It had been made as a silent film two years earlier, with Brigitte Helm playing the title character, so its remake as an early sound film demonstrates that the folks involved thought it was a sure-fire moneymaker. Albert Basserman is respected, a member of the Privy Council, and given the management of enormous sums of money by royalty, all of which he pours into a eugenics experiment, involving getting two low individuals -- a prostitute and a man about to be hanged for murder -- to produce a child. After a prologue, we take up the story, with Miss Helm at age 16, back from boarding school, and a wild woman -- at a party, women break off engagements when their fiances want to dance with her. As matters progress, people begin to die, often in disgrace.
So, is this supposed to be a variation of FRANKENSTEIN, a warning that science without morality leads to disaster? An expression of the Erda, the soulless female sexual entity who leads men to their destruction? A eugenics lesson, and thus part of the zeitgeist that led to the rise of Nazism? A warning that girls, if allowed to run free, will not do well?
Well, I see no reason it cannot be mined for these issues and others. Good art appeals to many people, and people are moved by a variety of subjects and symbols. I am bemused by Basserman's choice of material for his eugenics experiment. Given the length of time needed to get anything out of it, why select for the lowest of the low? Perhaps that is better covered in Hanns Heinz Ewers; earlier versions of the film suggest that the child was got with a mandrake root, suitable for a fantastic subject.
So, is this supposed to be a variation of FRANKENSTEIN, a warning that science without morality leads to disaster? An expression of the Erda, the soulless female sexual entity who leads men to their destruction? A eugenics lesson, and thus part of the zeitgeist that led to the rise of Nazism? A warning that girls, if allowed to run free, will not do well?
Well, I see no reason it cannot be mined for these issues and others. Good art appeals to many people, and people are moved by a variety of subjects and symbols. I am bemused by Basserman's choice of material for his eugenics experiment. Given the length of time needed to get anything out of it, why select for the lowest of the low? Perhaps that is better covered in Hanns Heinz Ewers; earlier versions of the film suggest that the child was got with a mandrake root, suitable for a fantastic subject.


### Work task
Go through the material below line by line and count those containing "group". Write the count and nothing more.

### Data records
*-*-*

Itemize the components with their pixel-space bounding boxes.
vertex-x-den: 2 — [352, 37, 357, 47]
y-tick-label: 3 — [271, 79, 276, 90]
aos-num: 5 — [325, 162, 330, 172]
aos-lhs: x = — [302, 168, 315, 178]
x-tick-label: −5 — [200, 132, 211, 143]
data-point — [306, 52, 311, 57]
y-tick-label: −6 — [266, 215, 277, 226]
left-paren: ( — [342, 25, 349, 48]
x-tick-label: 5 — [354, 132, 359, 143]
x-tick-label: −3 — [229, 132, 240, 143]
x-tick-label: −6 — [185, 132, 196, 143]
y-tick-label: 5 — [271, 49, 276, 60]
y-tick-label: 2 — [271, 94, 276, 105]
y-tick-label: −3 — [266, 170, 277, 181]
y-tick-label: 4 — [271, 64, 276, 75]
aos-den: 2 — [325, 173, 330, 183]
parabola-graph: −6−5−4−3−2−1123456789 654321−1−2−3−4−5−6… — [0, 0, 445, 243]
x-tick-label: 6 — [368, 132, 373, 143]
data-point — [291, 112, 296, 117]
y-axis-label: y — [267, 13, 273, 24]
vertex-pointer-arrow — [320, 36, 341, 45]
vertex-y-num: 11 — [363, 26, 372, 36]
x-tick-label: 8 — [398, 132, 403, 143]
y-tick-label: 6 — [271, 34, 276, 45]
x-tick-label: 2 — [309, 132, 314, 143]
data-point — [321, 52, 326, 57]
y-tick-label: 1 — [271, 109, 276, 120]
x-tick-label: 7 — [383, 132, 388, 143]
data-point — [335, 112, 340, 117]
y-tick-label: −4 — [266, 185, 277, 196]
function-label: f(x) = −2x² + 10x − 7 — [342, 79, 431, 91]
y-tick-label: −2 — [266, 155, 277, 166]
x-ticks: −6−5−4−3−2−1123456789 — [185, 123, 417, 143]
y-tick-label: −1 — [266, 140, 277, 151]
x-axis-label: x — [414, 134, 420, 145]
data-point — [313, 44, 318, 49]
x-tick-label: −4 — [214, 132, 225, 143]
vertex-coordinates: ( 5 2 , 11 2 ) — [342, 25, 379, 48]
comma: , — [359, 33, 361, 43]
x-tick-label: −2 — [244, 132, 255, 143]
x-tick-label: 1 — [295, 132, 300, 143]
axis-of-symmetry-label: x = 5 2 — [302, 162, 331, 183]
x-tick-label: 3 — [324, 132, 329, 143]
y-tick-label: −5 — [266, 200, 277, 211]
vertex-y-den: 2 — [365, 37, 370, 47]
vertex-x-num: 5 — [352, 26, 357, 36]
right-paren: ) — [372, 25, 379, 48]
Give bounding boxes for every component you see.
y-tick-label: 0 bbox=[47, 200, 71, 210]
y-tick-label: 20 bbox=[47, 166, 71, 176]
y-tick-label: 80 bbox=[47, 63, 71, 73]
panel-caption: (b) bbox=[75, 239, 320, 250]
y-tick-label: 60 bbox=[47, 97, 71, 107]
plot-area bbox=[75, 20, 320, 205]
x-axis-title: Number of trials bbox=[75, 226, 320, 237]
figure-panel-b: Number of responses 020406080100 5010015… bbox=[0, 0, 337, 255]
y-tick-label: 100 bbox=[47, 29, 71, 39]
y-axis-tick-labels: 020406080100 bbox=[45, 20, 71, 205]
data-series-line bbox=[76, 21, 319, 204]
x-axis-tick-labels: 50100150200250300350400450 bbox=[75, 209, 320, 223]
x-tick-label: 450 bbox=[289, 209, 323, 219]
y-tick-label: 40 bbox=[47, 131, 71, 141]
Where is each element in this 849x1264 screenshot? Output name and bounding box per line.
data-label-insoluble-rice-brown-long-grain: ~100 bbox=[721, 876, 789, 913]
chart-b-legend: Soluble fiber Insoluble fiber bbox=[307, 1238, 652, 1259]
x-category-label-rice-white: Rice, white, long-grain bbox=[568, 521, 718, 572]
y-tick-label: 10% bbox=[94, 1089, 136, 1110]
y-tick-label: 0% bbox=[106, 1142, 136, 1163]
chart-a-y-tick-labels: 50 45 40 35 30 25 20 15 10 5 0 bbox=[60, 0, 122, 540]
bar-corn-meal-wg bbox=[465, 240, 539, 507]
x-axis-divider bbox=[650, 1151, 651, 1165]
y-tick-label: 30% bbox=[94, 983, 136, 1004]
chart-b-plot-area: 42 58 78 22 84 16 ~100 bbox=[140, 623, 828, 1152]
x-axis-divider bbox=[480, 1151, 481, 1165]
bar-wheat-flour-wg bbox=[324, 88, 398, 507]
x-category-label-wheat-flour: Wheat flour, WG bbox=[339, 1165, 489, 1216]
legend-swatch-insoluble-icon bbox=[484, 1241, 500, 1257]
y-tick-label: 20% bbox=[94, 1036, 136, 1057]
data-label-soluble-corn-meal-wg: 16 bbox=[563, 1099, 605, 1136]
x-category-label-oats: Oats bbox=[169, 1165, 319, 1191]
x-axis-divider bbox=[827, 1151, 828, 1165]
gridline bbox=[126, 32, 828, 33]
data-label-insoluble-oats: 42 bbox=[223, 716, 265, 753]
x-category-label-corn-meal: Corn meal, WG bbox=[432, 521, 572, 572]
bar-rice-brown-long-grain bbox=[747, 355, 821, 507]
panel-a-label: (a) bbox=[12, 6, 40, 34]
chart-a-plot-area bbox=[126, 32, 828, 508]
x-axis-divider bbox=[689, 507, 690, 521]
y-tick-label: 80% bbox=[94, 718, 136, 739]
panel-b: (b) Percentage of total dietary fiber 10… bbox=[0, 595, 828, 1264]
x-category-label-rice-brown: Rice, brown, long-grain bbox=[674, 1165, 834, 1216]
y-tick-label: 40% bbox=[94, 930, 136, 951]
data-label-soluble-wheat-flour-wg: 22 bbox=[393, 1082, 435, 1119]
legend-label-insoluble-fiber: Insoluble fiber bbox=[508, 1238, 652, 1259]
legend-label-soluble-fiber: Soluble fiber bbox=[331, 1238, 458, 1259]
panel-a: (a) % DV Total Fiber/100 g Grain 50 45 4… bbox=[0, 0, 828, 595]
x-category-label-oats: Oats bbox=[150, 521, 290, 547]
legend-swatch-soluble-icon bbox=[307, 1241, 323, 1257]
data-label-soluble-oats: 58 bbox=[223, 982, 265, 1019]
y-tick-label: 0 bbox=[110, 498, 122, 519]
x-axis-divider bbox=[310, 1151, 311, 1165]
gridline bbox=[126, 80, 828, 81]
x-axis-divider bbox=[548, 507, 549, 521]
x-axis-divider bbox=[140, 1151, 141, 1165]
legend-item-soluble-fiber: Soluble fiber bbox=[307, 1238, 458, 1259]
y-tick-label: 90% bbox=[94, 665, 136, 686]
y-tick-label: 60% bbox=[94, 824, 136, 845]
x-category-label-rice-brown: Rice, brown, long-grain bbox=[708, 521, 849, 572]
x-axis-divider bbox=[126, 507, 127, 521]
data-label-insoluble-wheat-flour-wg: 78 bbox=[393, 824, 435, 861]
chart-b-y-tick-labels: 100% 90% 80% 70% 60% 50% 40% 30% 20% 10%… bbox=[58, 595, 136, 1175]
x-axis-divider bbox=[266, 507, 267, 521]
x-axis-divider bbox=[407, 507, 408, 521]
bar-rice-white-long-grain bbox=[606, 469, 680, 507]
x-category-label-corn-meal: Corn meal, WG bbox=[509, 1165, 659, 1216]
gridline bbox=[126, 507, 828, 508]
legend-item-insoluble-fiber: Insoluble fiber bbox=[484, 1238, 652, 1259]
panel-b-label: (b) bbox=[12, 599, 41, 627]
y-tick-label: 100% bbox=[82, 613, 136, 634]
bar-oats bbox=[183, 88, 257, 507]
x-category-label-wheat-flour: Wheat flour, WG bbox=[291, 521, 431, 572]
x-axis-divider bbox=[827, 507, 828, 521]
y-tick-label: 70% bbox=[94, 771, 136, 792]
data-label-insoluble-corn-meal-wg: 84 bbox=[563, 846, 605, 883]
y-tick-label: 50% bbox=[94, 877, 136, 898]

*-*-*

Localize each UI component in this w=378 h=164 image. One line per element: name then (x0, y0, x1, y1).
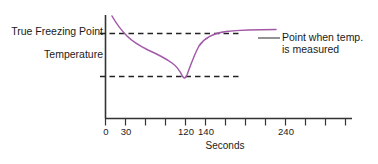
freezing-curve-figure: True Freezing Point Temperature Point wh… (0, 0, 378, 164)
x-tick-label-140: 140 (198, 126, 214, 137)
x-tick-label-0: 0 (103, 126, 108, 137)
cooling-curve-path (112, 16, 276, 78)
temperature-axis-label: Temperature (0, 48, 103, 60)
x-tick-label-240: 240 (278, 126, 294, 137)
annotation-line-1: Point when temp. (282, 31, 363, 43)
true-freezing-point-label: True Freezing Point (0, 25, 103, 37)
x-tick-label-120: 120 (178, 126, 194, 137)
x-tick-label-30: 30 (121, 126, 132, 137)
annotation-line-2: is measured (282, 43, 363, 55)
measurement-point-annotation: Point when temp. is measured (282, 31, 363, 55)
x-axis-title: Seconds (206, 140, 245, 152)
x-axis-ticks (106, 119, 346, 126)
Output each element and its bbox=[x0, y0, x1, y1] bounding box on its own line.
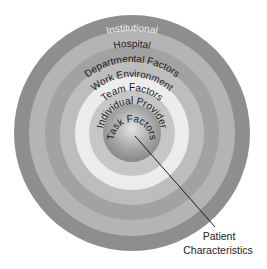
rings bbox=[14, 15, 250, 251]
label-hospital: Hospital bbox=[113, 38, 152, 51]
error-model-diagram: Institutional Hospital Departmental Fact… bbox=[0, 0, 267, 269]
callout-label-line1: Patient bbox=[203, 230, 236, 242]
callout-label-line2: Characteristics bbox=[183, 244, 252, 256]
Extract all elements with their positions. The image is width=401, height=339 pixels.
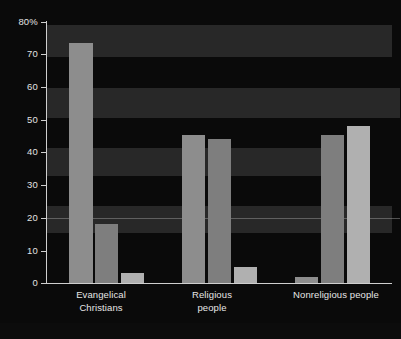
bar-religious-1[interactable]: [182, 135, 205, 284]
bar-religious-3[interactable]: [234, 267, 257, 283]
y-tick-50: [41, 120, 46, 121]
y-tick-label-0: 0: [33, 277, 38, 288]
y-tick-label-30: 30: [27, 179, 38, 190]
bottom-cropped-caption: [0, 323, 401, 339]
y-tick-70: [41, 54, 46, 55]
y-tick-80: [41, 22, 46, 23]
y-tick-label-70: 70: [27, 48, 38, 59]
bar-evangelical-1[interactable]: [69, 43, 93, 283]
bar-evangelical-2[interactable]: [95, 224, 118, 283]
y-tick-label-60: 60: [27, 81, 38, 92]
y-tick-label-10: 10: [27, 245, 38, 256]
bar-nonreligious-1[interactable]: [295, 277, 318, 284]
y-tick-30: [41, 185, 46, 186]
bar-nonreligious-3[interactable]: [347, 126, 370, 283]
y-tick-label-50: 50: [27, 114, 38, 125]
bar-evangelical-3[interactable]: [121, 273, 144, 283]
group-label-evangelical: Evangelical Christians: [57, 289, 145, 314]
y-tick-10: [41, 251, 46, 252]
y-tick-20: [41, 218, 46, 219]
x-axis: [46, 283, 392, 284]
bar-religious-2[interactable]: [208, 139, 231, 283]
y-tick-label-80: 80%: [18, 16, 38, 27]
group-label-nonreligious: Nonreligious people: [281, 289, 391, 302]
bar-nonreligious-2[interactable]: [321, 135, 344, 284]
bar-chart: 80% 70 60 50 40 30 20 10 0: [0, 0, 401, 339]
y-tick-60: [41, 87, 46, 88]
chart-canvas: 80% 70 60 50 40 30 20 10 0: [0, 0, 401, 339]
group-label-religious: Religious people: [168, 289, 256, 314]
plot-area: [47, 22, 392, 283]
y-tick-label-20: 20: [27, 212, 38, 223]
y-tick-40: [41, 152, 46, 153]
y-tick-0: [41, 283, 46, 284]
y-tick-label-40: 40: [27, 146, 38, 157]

*-*-*

### Result for this exercise
3